Status Report

Quasars, their host galaxies, and their central black holes

By SpaceRef Editor
January 7, 2003
Filed under , ,

Astrophysics, abstract
astro-ph/0108397


From: James Dunlop <jsd@roe.ac.uk>
Date (v1): Fri, 24 Aug 2001 16:55:26 GMT (1035kb)
Date (revised v2): Mon, 6 Jan 2003 11:46:33 GMT (624kb)

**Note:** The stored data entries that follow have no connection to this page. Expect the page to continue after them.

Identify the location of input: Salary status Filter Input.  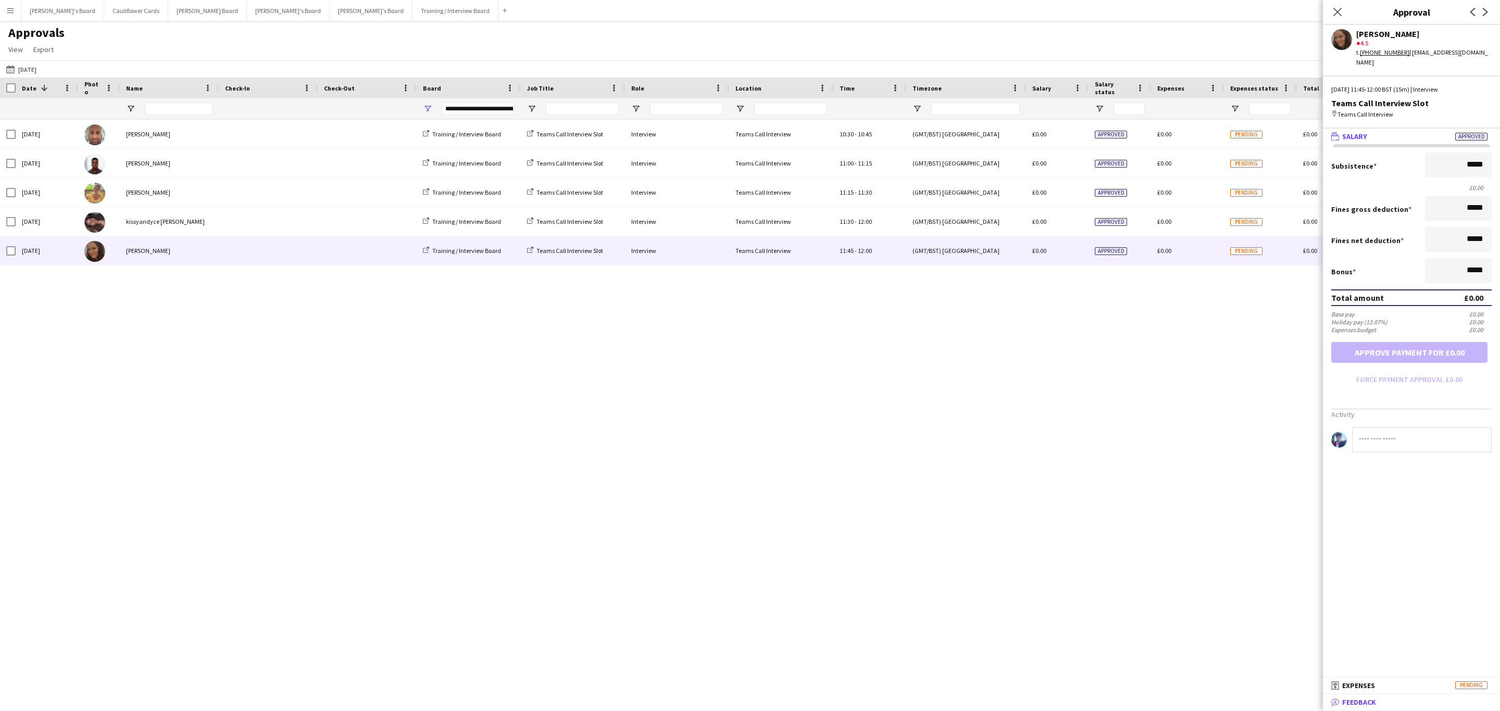
(1129, 109).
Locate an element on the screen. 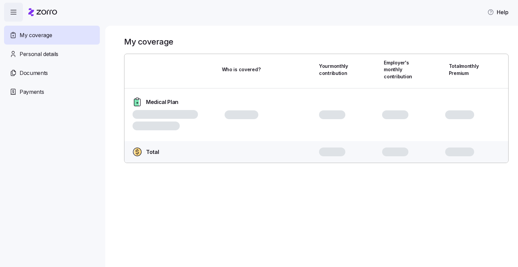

Quasars, their host galaxies, and their central black holes


Authors:
J.S. Dunlop (University of Edinburgh),
R.J. McLure (University of Oxford),
M.J. Kukula (University of Edinburgh),
S.A. Baum (STScI),
C.P. O’Dea (STScI),
D.H. Hughes (INAOE, Mexico)

Comments: Revised version accepted for publication in Monthly Notices of the
Royal Astronomical Society. 46 pages, the final 19 of which comprise an
Appendix. 15 figures in main text. A further 14 4-panel greyscale plots and
14 line plots which appear in the Appendix have been reproduced here with
reduced quality due to space limitations. A full resolution copy of the
manuscript can be obtained via this ftp URL


We present the final results from our deep HST imaging study of the hosts of
radio-quiet quasars (RQQs), radio-loud quasars (RLQs) and radio galaxies (RGs).
We describe new WFPC2 R-band observations for 14 objects and model these images
in conjunction with the data already reported in McLure et al (1999). We find
that spheroidal hosts become more prevalent with increasing nuclear luminosity
such that, for nuclear luminosities M_V < -23.5, the hosts of both radio-loud
and radio-quiet AGN are virtually all massive ellipticals. Moreover we
demonstrate that the basic properties of these hosts are indistinguishable from
those of quiescent, evolved, low-redshift ellipticals of comparable mass. This
result kills any lingering notion that radio-loudness is determined by
host-galaxy morphology, and also sets severe constraints on evolutionary
schemes which attempt to link low-z ULIRGs with RQQs. Instead, we show that our
results are as expected given the relationship between black-hole and spheroid
mass established for nearby galaxies, and apply this relation to estimate the
mass of the black hole in each object. The results agree very well with
completely-independent estimates based on nuclear emission-line widths; all the
quasars in our sample have M(bh) > 5 x 10^8 solar masses, while the radio-loud
objects are confined to M(bh) > 10^9 solar masses. This apparent mass-threshold
difference, which provides a natural explanation for why RQQs outnumber RLQs by
a factor of 10, appears to reflect the existence of a minimum and maximum level
of black-hole radio output which is a strong function of black-hole mass.
Finally, we use our results to estimate the fraction of massive
spheroids/black-holes which produce quasar-level activity. This fraction is
~0.1% at the present day, rising to > 10% at z = 2-3.